How evaluations work
Evaluations run automatically on your logs based on rules you define. Each evaluator scores a specific quality dimension of your AI responses. You can combine multiple evaluators to get a comprehensive quality picture.

Maxim supports evaluations at different levels of granularity:
- Trace-level — Evaluate individual AI responses. Best for checking if a single answer was accurate, relevant, or safe. This is the most common starting point.
- Session-level — Evaluate entire multi-turn conversations. Useful for assessing overall conversation quality, coherence, and whether the user's goal was met.
Step-by-step: Set up auto evaluation on logs
- Navigate to the Logs section in Maxim and open your Repository.
- Click Manage evaluation in the top right corner.
- Click Add configuration and choose the evaluation level — Trace is the best starting point for most use cases.
- Select the evaluators you want to use.
- Map your variables — connect evaluator inputs to your log data. For example, map
trace.outputto the evaluator's "response" input so it knows what to score. For session-level evaluations, usetrace[*].outputto reference outputs across the full conversation. - (Optional) Add filter rules to narrow which logs get evaluated. You can filter by model type, error status, tags, latency, token usage, and more. Combine multiple conditions with AND/OR logic.

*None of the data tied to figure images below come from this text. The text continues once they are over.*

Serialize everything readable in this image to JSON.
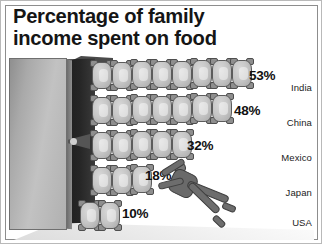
{
  "chart_data": {
    "type": "bar",
    "title": "Percentage of family\nincome spent on food",
    "categories": [
      "India",
      "China",
      "Mexico",
      "Japan",
      "USA"
    ],
    "values": [
      53,
      48,
      32,
      18,
      10
    ],
    "value_labels": [
      "53%",
      "48%",
      "32%",
      "18%",
      "10%"
    ],
    "unit": "%",
    "xlabel": "",
    "ylabel": "",
    "xlim": [
      0,
      60
    ],
    "grid": false,
    "legend": "none",
    "style": "pictogram",
    "pictogram_symbol": "sack-of-food",
    "symbol_counts": [
      8,
      7,
      5,
      3,
      2
    ],
    "annotations": [
      "worker-figure-pushing-sacks"
    ]
  },
  "colors": {
    "background": "#ffffff",
    "frame_border": "#8d8d8d",
    "title_text": "#151515",
    "panel_face": "#c2c2c2",
    "panel_shadow": "#1d1d1d",
    "sack_fill": "#c6c6c6",
    "sack_outline": "#5c5c5c",
    "figure": "#6d6d6d"
  },
  "rows": [
    {
      "label": "India",
      "value_label": "53%",
      "count": 8,
      "top": 4,
      "left": 84,
      "pct_left": 243,
      "pct_top": 12
    },
    {
      "label": "China",
      "value_label": "48%",
      "count": 7,
      "top": 39,
      "left": 84,
      "pct_left": 228,
      "pct_top": 47
    },
    {
      "label": "Mexico",
      "value_label": "32%",
      "count": 5,
      "top": 74,
      "left": 84,
      "pct_left": 181,
      "pct_top": 82
    },
    {
      "label": "Japan",
      "value_label": "18%",
      "count": 3,
      "top": 109,
      "left": 84,
      "pct_left": 139,
      "pct_top": 112
    },
    {
      "label": "USA",
      "value_label": "10%",
      "count": 2,
      "top": 144,
      "left": 72,
      "pct_left": 116,
      "pct_top": 150
    }
  ],
  "country_label_tops": [
    26,
    61,
    96,
    131,
    161
  ]
}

- (Optional) Set a sampling rate to control costs. For example, evaluate 20% of traces instead of all of them — useful for high-traffic journeys.
- Click Save. New logs will be evaluated automatically as they arrive.

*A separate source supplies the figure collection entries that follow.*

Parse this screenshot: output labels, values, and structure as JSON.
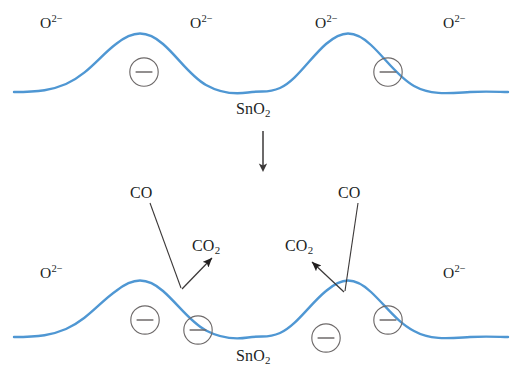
{
  "figure": {
    "background_color": "#ffffff",
    "curve_color": "#4f97d3",
    "ink_color": "#221f1f",
    "charge_circle_color": "#6e6a6a"
  },
  "panels": {
    "top": {
      "name": "clean-surface-panel",
      "surface_label": "SnO2",
      "surface_label_html": "SnO<sub>2</sub>",
      "oxygen_labels": [
        {
          "text_html": "O<sup>2−</sup>",
          "text": "O2−",
          "x": 55,
          "y": 22
        },
        {
          "text_html": "O<sup>2−</sup>",
          "text": "O2−",
          "x": 205,
          "y": 22
        },
        {
          "text_html": "O<sup>2−</sup>",
          "text": "O2−",
          "x": 330,
          "y": 22
        },
        {
          "text_html": "O<sup>2−</sup>",
          "text": "O2−",
          "x": 458,
          "y": 22
        }
      ],
      "electron_charges": [
        {
          "symbol": "⊖",
          "x": 144,
          "y": 72
        },
        {
          "symbol": "⊖",
          "x": 388,
          "y": 72
        }
      ],
      "electron_count": 2
    },
    "transition": {
      "name": "reaction-arrow",
      "direction": "down"
    },
    "bottom": {
      "name": "co-exposed-surface-panel",
      "surface_label": "SnO2",
      "surface_label_html": "SnO<sub>2</sub>",
      "oxygen_labels": [
        {
          "text_html": "O<sup>2−</sup>",
          "text": "O2−",
          "x": 55,
          "y": 272
        },
        {
          "text_html": "O<sup>2−</sup>",
          "text": "O2−",
          "x": 458,
          "y": 272
        }
      ],
      "reactant_labels": [
        {
          "text": "CO",
          "x": 147,
          "y": 193
        },
        {
          "text": "CO",
          "x": 355,
          "y": 193
        }
      ],
      "product_labels": [
        {
          "text_html": "CO<sub>2</sub>",
          "text": "CO2",
          "x": 214,
          "y": 246
        },
        {
          "text_html": "CO<sub>2</sub>",
          "text": "CO2",
          "x": 307,
          "y": 246
        }
      ],
      "electron_charges": [
        {
          "symbol": "⊖",
          "x": 145,
          "y": 320
        },
        {
          "symbol": "⊖",
          "x": 198,
          "y": 330
        },
        {
          "symbol": "⊖",
          "x": 326,
          "y": 338
        },
        {
          "symbol": "⊖",
          "x": 388,
          "y": 320
        }
      ],
      "electron_count": 4
    }
  },
  "chart_data": {
    "type": "line",
    "xlabel": "",
    "ylabel": "",
    "grid": false,
    "legend": null,
    "series": [
      {
        "name": "top-surface-profile",
        "comment": "Two symmetric humps representing SnO2 grain surface with adsorbed O2-",
        "x": [
          14,
          60,
          100,
          140,
          180,
          215,
          262,
          310,
          348,
          388,
          428,
          470,
          508
        ],
        "y": [
          92,
          88,
          62,
          34,
          40,
          68,
          92,
          68,
          40,
          34,
          62,
          88,
          92
        ]
      },
      {
        "name": "bottom-surface-profile",
        "comment": "Two symmetric humps after CO exposure, additional trapped electrons released",
        "x": [
          14,
          60,
          100,
          140,
          180,
          215,
          262,
          310,
          348,
          388,
          428,
          470,
          508
        ],
        "y": [
          337,
          333,
          308,
          281,
          286,
          312,
          337,
          312,
          286,
          281,
          308,
          333,
          337
        ]
      }
    ]
  }
}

Reviewing evaluation results
Open any trace in your Maxim logs and click the Evaluation tab. You'll see scores from each evaluator, along with explanations for why the score was given (for AI evaluators).

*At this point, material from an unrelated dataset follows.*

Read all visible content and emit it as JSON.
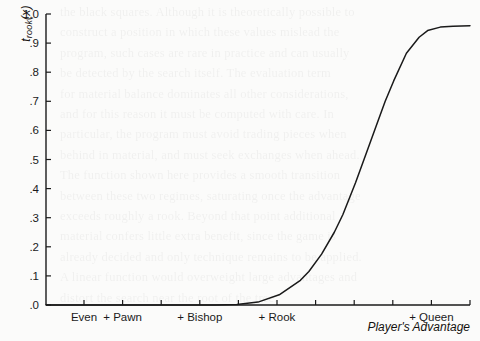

Tips for effective evaluations
Start small, then expand. Begin with 2–3 evaluators that address your biggest concerns — typically Faithfulness, Output Relevance, and Toxicity. Add more once you're comfortable reading the results.
Use sampling for high-volume journeys. If your journey handles thousands of conversations daily, evaluating every single trace gets expensive. A 10–20% sample rate still gives you strong statistical confidence while keeping costs manageable.
Combine AI and programmatic evaluators. AI evaluators are great for subjective quality, but programmatic evaluators give you deterministic guarantees. For example, if your AI agent returns JSON, add a isValidJSON evaluator alongside your quality checks.
Filter out noise. Use filter rules to skip evaluating error traces or traces from test users. This keeps your quality metrics clean and focused on real user interactions.
Set up alerts. Once your evaluations are running, configure alerts in Maxim to notify you when quality scores drop below a threshold. This turns evaluations from a passive dashboard into an active monitoring system.
For the full reference on evaluation configuration, see Maxim's auto evaluation guide.
Simulating conversations
While you're developing or iterating a prompt, before you ship your changes to your users, it's super helpful to simulate conversations using AI — and then using Evals to check if your changes had a positive (or negative) impact.
To do that, Maxim also provides a simulation feature. You can see how to set it up here: Simulate & Test AI Journeys.